One of these brass oldies is a phrase that has been a perennial favorite of the left, “tax cuts for the rich.” How long ago was this refuted? More than 80 years ago, the “tax cuts for the rich” argument was refuted, both in theory and in practice, by Andrew Mellon, who was Secretary of the Treasury in the 1920s.

When Mellon took office, there was a large national debt, the economy was stagnating, and tax rates were high, though the tax revenues were still not enough to cover government expenditures. What was Mellon’s prescription for getting out of this mess? A series of major cuts in the tax rates!

Then as now, there were people who failed to make the distinction between tax rates and tax revenues. Mellon said, “It seems difficult for some to understand that high rates of taxation do not necessarily mean large revenue for the Government, and that more revenue may often be obtained by lower rates.”

How can that be? Because taxpayers change their behavior according to what the tax rates are. When one of the Rockefellers died, Mellon discovered that his estate included $44 million in tax-exempt bonds, compared to $7 million in Standard Oil securities, even though Standard Oil was the source of the Rockefeller fortune.

For the country as a whole, the amount of money tied up in tax-exempt securities was estimated to be three times as large as the federal government’s expenditures and more than half as large as the national debt.

In short, huge amounts of money were not being invested in productive capacity, such as factories or power plants, but was instead being made available for local political boondoggles, because this money was put into tax-exempt state and local bonds.

When tax rates are reduced, investors have incentives to take their money out of tax shelters and put it into the private economy, creating higher returns for themselves and more production in the economy.

Andrew Mellon understood this then, even though many in politics and the media seem not to understand it now.

Mellon was able to persuade Congress to lower the tax rates by large amounts. The percentage by which tax rates were lowered was greater at the lower income levels, but the total amount of money saved by taxpayers was of course greater on the part of people with higher incomes, who were paying much higher tax rates on those incomes.

Between 1921 and 1929, tax rates in the top brackets were cut from 73 percent to 24 percent. In other words, these were what the left likes to call “tax cuts for the rich.”

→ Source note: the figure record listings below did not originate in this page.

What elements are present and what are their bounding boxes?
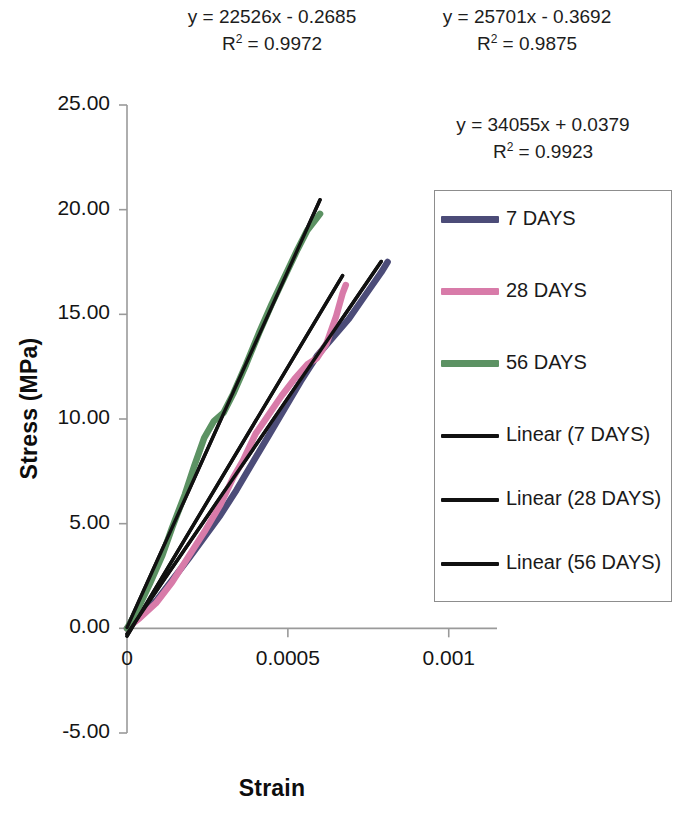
legend-item-label: Linear (7 DAYS) [506, 423, 650, 447]
legend-item[interactable]: 56 DAYS [441, 351, 667, 375]
legend-item[interactable]: Linear (56 DAYS) [441, 551, 667, 575]
legend-swatch-icon [441, 498, 499, 502]
x-axis-tick-label: 0.0005 [228, 646, 348, 670]
legend-item[interactable]: 7 DAYS [441, 207, 667, 231]
legend-item-label: 56 DAYS [506, 351, 587, 375]
chart-legend: 7 DAYS28 DAYS56 DAYSLinear (7 DAYS)Linea… [434, 190, 672, 602]
y-axis-tick-label: 20.00 [0, 196, 110, 220]
legend-swatch-icon [441, 562, 499, 566]
y-axis-tick-label: 0.00 [0, 614, 110, 638]
legend-item[interactable]: 28 DAYS [441, 279, 667, 303]
legend-item-label: 28 DAYS [506, 279, 587, 303]
series-line-28-days [127, 285, 346, 628]
legend-item-label: Linear (28 DAYS) [506, 487, 661, 511]
trendline-overlay-linear-28-days [127, 276, 343, 636]
y-axis-tick-label: -5.00 [0, 719, 110, 743]
y-axis-title: Stress (MPa) [16, 294, 43, 524]
legend-swatch-icon [441, 216, 499, 223]
x-axis-tick-label: 0 [67, 646, 187, 670]
series-layer [127, 200, 388, 636]
legend-swatch-icon [441, 288, 499, 295]
x-axis-title: Strain [127, 775, 417, 802]
legend-swatch-icon [441, 434, 499, 438]
trendline-overlay-linear-7-days [127, 261, 381, 634]
legend-swatch-icon [441, 360, 499, 367]
trendline-overlay-linear-56-days [127, 200, 320, 628]
y-axis-tick-label: 25.00 [0, 91, 110, 115]
legend-item[interactable]: Linear (7 DAYS) [441, 423, 667, 447]
legend-item-label: 7 DAYS [506, 207, 576, 231]
x-axis-tick-label: 0.001 [389, 646, 509, 670]
legend-item-label: Linear (56 DAYS) [506, 551, 661, 575]
legend-item[interactable]: Linear (28 DAYS) [441, 487, 667, 511]
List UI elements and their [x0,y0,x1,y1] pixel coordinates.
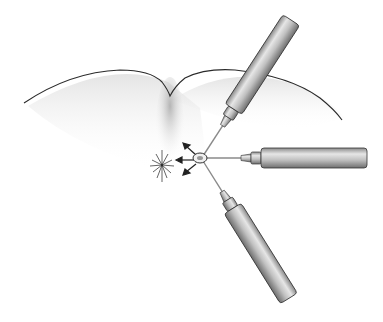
right-syringe [205,148,367,168]
lower-syringe [195,156,298,304]
illustration [0,0,383,322]
illustration-svg [0,0,383,322]
arrow-down-left [183,164,196,175]
convergence-core [197,156,203,160]
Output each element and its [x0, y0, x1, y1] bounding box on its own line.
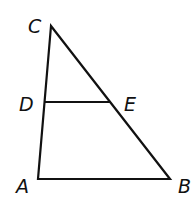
label-c: C	[28, 15, 42, 37]
triangle-diagram: C D E A B	[0, 0, 195, 214]
label-a: A	[14, 175, 29, 197]
label-b: B	[178, 175, 191, 197]
label-e: E	[124, 93, 136, 115]
label-d: D	[19, 93, 34, 115]
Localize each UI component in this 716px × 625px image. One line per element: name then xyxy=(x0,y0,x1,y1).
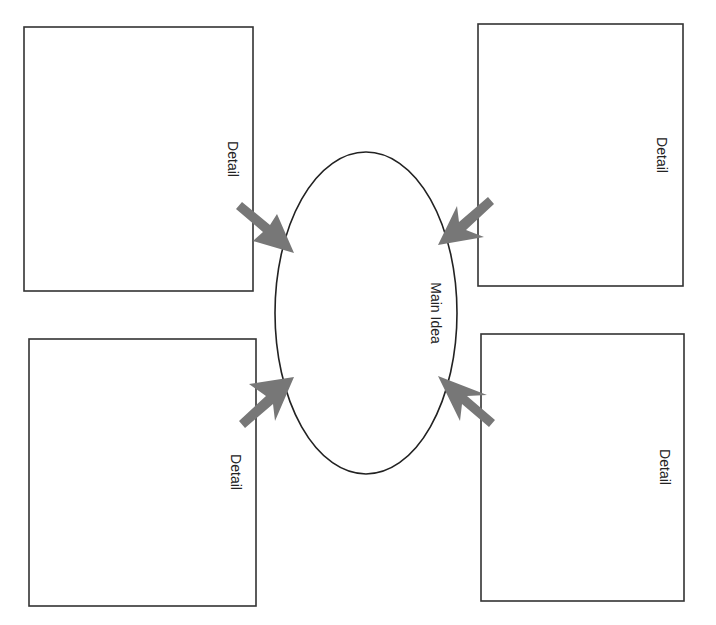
detail-box-top-right: Detail xyxy=(478,24,683,286)
detail-box-bottom-right: Detail xyxy=(481,334,684,601)
detail-box-bottom-left: Detail xyxy=(29,339,256,606)
detail-box-top-left: Detail xyxy=(24,27,253,291)
detail-label: Detail xyxy=(657,449,673,485)
main-idea-label: Main Idea xyxy=(428,282,444,344)
detail-label: Detail xyxy=(228,454,244,490)
detail-label: Detail xyxy=(225,141,241,177)
detail-label: Detail xyxy=(654,137,670,173)
main-idea-ellipse: Main Idea xyxy=(275,152,457,474)
main-idea-diagram: Detail Detail Detail Detail Main Idea xyxy=(0,0,716,625)
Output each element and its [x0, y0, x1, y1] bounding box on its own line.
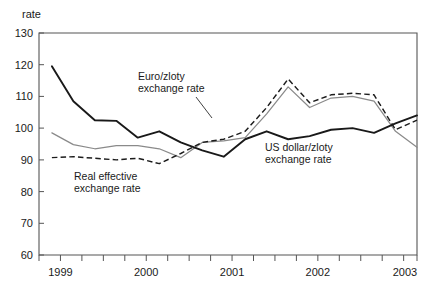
- usd-zloty-annotation-line1: US dollar/zloty: [265, 141, 333, 153]
- y-tick-label: 130: [15, 27, 33, 39]
- x-tick-label-1999: 1999: [48, 266, 72, 278]
- y-tick-label: 110: [15, 90, 33, 102]
- usd-zloty-annotation: US dollar/zloty exchange rate: [265, 141, 333, 165]
- y-tick-label: 100: [15, 122, 33, 134]
- plot-frame: [39, 33, 417, 255]
- exchange-rate-chart: rate 130 120 110 100 90 80 70 60: [0, 0, 435, 288]
- y-axis-title: rate: [22, 8, 41, 20]
- real-effective-annotation-line1: Real effective: [74, 170, 138, 182]
- y-tick-label: 90: [21, 154, 33, 166]
- y-axis-ticks: 130 120 110 100 90 80 70 60: [15, 27, 44, 261]
- chart-canvas: rate 130 120 110 100 90 80 70 60: [0, 0, 435, 288]
- usd-zloty-annotation-line2: exchange rate: [265, 153, 332, 165]
- x-tick-label-2003: 2003: [393, 266, 417, 278]
- y-tick-label: 60: [21, 249, 33, 261]
- real-effective-annotation: Real effective exchange rate: [74, 170, 141, 194]
- x-tick-label-2002: 2002: [306, 266, 330, 278]
- real-effective-annotation-line2: exchange rate: [74, 182, 141, 194]
- euro-zloty-annotation-line1: Euro/zloty: [138, 70, 185, 82]
- y-tick-label: 70: [21, 217, 33, 229]
- x-tick-label-2001: 2001: [220, 266, 244, 278]
- x-tick-label-2000: 2000: [134, 266, 158, 278]
- y-tick-label: 120: [15, 59, 33, 71]
- x-axis-ticks: [39, 255, 417, 261]
- series-line-us-dollar-zloty: [52, 66, 417, 156]
- x-axis-labels: 1999 2000 2001 2002 2003: [48, 266, 417, 278]
- series-group: [52, 66, 417, 163]
- euro-zloty-annotation: Euro/zloty exchange rate: [138, 70, 212, 118]
- euro-zloty-annotation-line2: exchange rate: [138, 82, 205, 94]
- y-tick-label: 80: [21, 186, 33, 198]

What happened to federal revenues from income taxes over this same span of time? Income tax revenues rose by more than 30 percent. What happened to the economy? Jobs increased, output rose, the unemployment rate fell and incomes rose. Because economic activity increased, the government received more income tax revenues. In short, these were tax cuts for the economy, even if the left likes to call them “tax cuts for the rich.”

This was not the only time that things like this happened, nor was Andrew Mellon the only one who advocated tax rate cuts in order to increase tax revenues. John Maynard Keynes pointed out in 1933 that lowering the tax rates can increase tax revenues, if the tax rates are so high as to discourage economic activity.

President John F. Kennedy made the same argument in the 1960s — and tax revenues increased after the tax rates were cut during his administration. The same thing happened under Ronald Reagan during the 1980s. And it happened again under George W. Bush, whose tax rate cuts are scheduled to expire next January.

The rich actually paid more total taxes, and a higher percentage of all taxes, after the Bush tax rate cuts, because their incomes were rising with the rising economy.

Do the people who keep repeating the catch phrase, “tax cuts for the rich” not know this? Or are they depending on your not knowing it?

To find out more about Thomas Sowell and read features by other Creators Syndicate columnists and cartoonists, visit the Creators Syndicate web page at www.creators.com. Thomas Sowell is a senior fellow at the Hoover Institution, Stanford University, Stanford, CA 94305. His Web site is www.tsowell.com.